Although the company’s constituent parts go way back, Kraft and Heinz came together in 2015, in a $63 billion mega-merger backed by Warren Buffett’s Berkshire Hathaway and Brazilian private equity firm 3G Capital, run by former professional tennis player Jorge Paulo Lemann. The company made an audacious, but ultimately unsuccessful, bid to take over Unilever in 2017.

Kraft Heinz’s brands are growing increasingly stale: it appears to be struggling to retain the interests of consumers swapping Capri-Sun for freshly squeezed or Cheez Whiz for artisanal camemberts. Much of the fourth-quarter loss was due to huge write-downs in the value of brands like Kraft and Oscar Mayer, and changes to the value of “intangible assets” in a company’s accounts can have a very real impact for investors.
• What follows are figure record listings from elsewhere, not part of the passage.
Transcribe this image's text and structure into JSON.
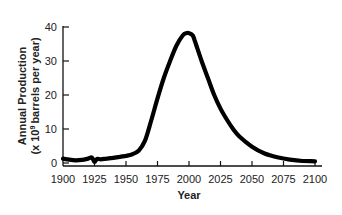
{
  "chart_data": {
    "type": "line",
    "title": "",
    "xlabel": "Year",
    "ylabel": "Annual Production",
    "ylabel_line2": "(x 10⁹ barrels per year)",
    "xlim": [
      1900,
      2100
    ],
    "ylim": [
      0,
      40
    ],
    "grid": false,
    "legend": null,
    "x_ticks": [
      1900,
      1925,
      1950,
      1975,
      2000,
      2025,
      2050,
      2075,
      2100
    ],
    "y_ticks": [
      0,
      10,
      20,
      30,
      40
    ],
    "series": [
      {
        "name": "Annual Production",
        "color": "#000000",
        "x": [
          1900,
          1905,
          1910,
          1915,
          1920,
          1923,
          1925,
          1927,
          1930,
          1935,
          1940,
          1945,
          1950,
          1955,
          1960,
          1965,
          1970,
          1975,
          1980,
          1985,
          1990,
          1995,
          1998,
          2000,
          2003,
          2005,
          2010,
          2015,
          2020,
          2025,
          2030,
          2035,
          2040,
          2050,
          2060,
          2070,
          2080,
          2090,
          2100
        ],
        "values": [
          1.3,
          1.0,
          0.8,
          0.9,
          1.3,
          1.6,
          0.3,
          1.2,
          1.1,
          1.3,
          1.5,
          1.8,
          2.1,
          2.6,
          3.6,
          6.5,
          12.5,
          19.0,
          25.0,
          30.0,
          34.5,
          37.5,
          38.2,
          38.2,
          37.5,
          35.5,
          30.0,
          25.0,
          20.0,
          16.0,
          12.8,
          10.0,
          7.8,
          4.8,
          2.8,
          1.7,
          1.0,
          0.6,
          0.5
        ]
      }
    ]
  },
  "axes": {
    "x_title": "Year",
    "y_title_line1": "Annual Production",
    "y_title_line2_prefix": "(x 10",
    "y_title_line2_sup": "9",
    "y_title_line2_suffix": "barrels per year)"
  }
}
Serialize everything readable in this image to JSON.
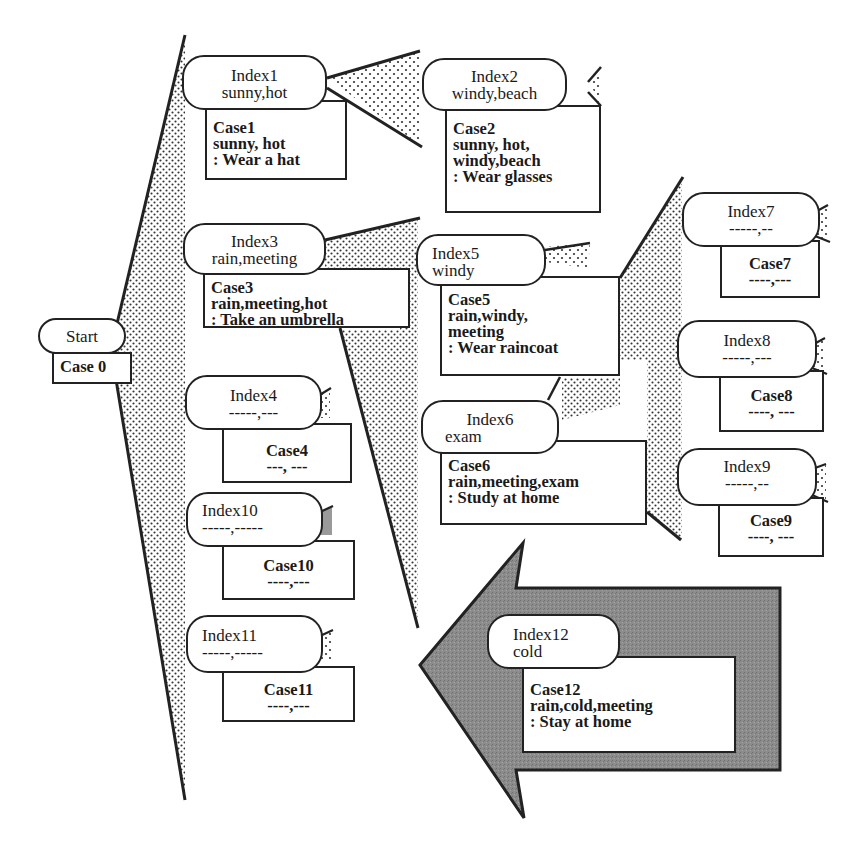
{
  "diagram": {
    "type": "case-base index tree",
    "colors": {
      "line": "#222222",
      "stipple": "#333333",
      "arrow_fill": "#8a8a8a",
      "background": "#ffffff"
    },
    "start": {
      "label": "Start",
      "case": "Case 0"
    },
    "nodes": [
      {
        "id": "index1",
        "index": "Index1",
        "keys": "sunny,hot",
        "case": "Case1",
        "features": [
          "sunny, hot"
        ],
        "action": ": Wear a hat"
      },
      {
        "id": "index2",
        "index": "Index2",
        "keys": "windy,beach",
        "case": "Case2",
        "features": [
          "sunny, hot,",
          "windy,beach"
        ],
        "action": ": Wear glasses"
      },
      {
        "id": "index3",
        "index": "Index3",
        "keys": "rain,meeting",
        "case": "Case3",
        "features": [
          "rain,meeting,hot"
        ],
        "action": ": Take an umbrella"
      },
      {
        "id": "index4",
        "index": "Index4",
        "keys": "-----,---",
        "case": "Case4",
        "features": [
          "---, ---"
        ],
        "action": ""
      },
      {
        "id": "index5",
        "index": "Index5",
        "keys": "windy",
        "case": "Case5",
        "features": [
          "rain,windy,",
          "meeting"
        ],
        "action": ": Wear raincoat"
      },
      {
        "id": "index6",
        "index": "Index6",
        "keys": "exam",
        "case": "Case6",
        "features": [
          "rain,meeting,exam"
        ],
        "action": ": Study at home"
      },
      {
        "id": "index7",
        "index": "Index7",
        "keys": "-----,--",
        "case": "Case7",
        "features": [
          "----,---"
        ],
        "action": ""
      },
      {
        "id": "index8",
        "index": "Index8",
        "keys": "-----,---",
        "case": "Case8",
        "features": [
          "----, ---"
        ],
        "action": ""
      },
      {
        "id": "index9",
        "index": "Index9",
        "keys": "-----,--",
        "case": "Case9",
        "features": [
          "----, ---"
        ],
        "action": ""
      },
      {
        "id": "index10",
        "index": "Index10",
        "keys": "-----,-----",
        "case": "Case10",
        "features": [
          "----,---"
        ],
        "action": ""
      },
      {
        "id": "index11",
        "index": "Index11",
        "keys": "-----,-----",
        "case": "Case11",
        "features": [
          "----,---"
        ],
        "action": ""
      },
      {
        "id": "index12",
        "index": "Index12",
        "keys": "cold",
        "case": "Case12",
        "features": [
          "rain,cold,meeting"
        ],
        "action": ": Stay at home"
      }
    ],
    "new_case_arrow": {
      "direction": "left",
      "target": "index3-subtree",
      "carries": "index12"
    }
  }
}
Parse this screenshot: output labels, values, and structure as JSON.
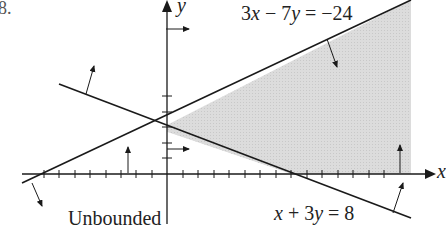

After Kraft Heinz’s earnings bombshell, cheesed-off investors sent the company’s share price to its lowest point in years, tumbling nearly 30% during trading today. The plunge wiped out some $16 billion in market cap at a stroke. Berkshire maintains a significant stake in the company, which is now worth a lot less than what it was a few days ago.

Precisely how Kraft Heinz hopes to recapture the hearts (and stomachs) of consumers is food for thought. It’s taking risks, though perhaps not the right ones. Last month, it spent big on saucy primetime ads for its line of frozen food that ran during the Super Bowl. These featured a young man troubled by an addiction to “food porn”—that is, hot and steamy images of processed mac and cheese. (The company reportedly also took out ads on an actual porn website to hammer an already unsubtle point home.)

Now, however, analysts and investors fear that four years of aggressive cost-cutting after the merger has left the company unprepared for changing tastes. Investors are hungry for growth, but Kraft Heinz is serving them awfully lean fare.